I imagined it. Having him share tea with me and Mr. Fox. I could show him the places to pick the sweetest blackberries. We could eat burdock and red clover and parasol mushrooms. At night we would lie on our backs and whisper together. He would tell me about the constellations, about theories of magic, and the plots of television shows he'd seen while in the mortal world. I would tell him all the secret thoughts of my heart.

For a moment, it seemed possible.

But eventually they would come for him, the way that Lady Nore and Lord Jarel came for me. If he was lucky, it would be his sister's guards dragging him back to Elfhame. If he wasn't, it would be a knife in the dark from one of his enemies.

He did not belong here, sleeping in dirt. Scrabbling out an existence at the very edges of things.

'No,' I made myself tell him. 'Go home.'

I could see the hurt in his face. The honest confusion that came with unexpected pain.

'Why?' he asked, sounding so lost that I wanted to snatch back my words.

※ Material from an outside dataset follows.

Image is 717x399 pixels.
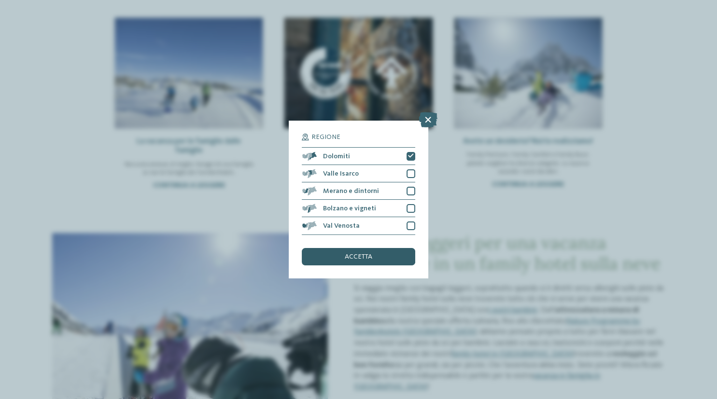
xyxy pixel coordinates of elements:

'When you found me tied to that stake, I thought about hurting you,' I told him, hating myself. 'You are not my friend.'

I do not want you here. Those are the words I ought to have said, but couldn't because they would be a lie.

'Ah,' he said. 'Well.'

I let out a breath. 'You can stay the night,' I blurted out, unable to resist the temptation. 'Tomorrow, you go home. If you don't, I'll use the last favour you owe me from our game to force you.

'What if I go and come back again? he asked, trying to mask his hurt.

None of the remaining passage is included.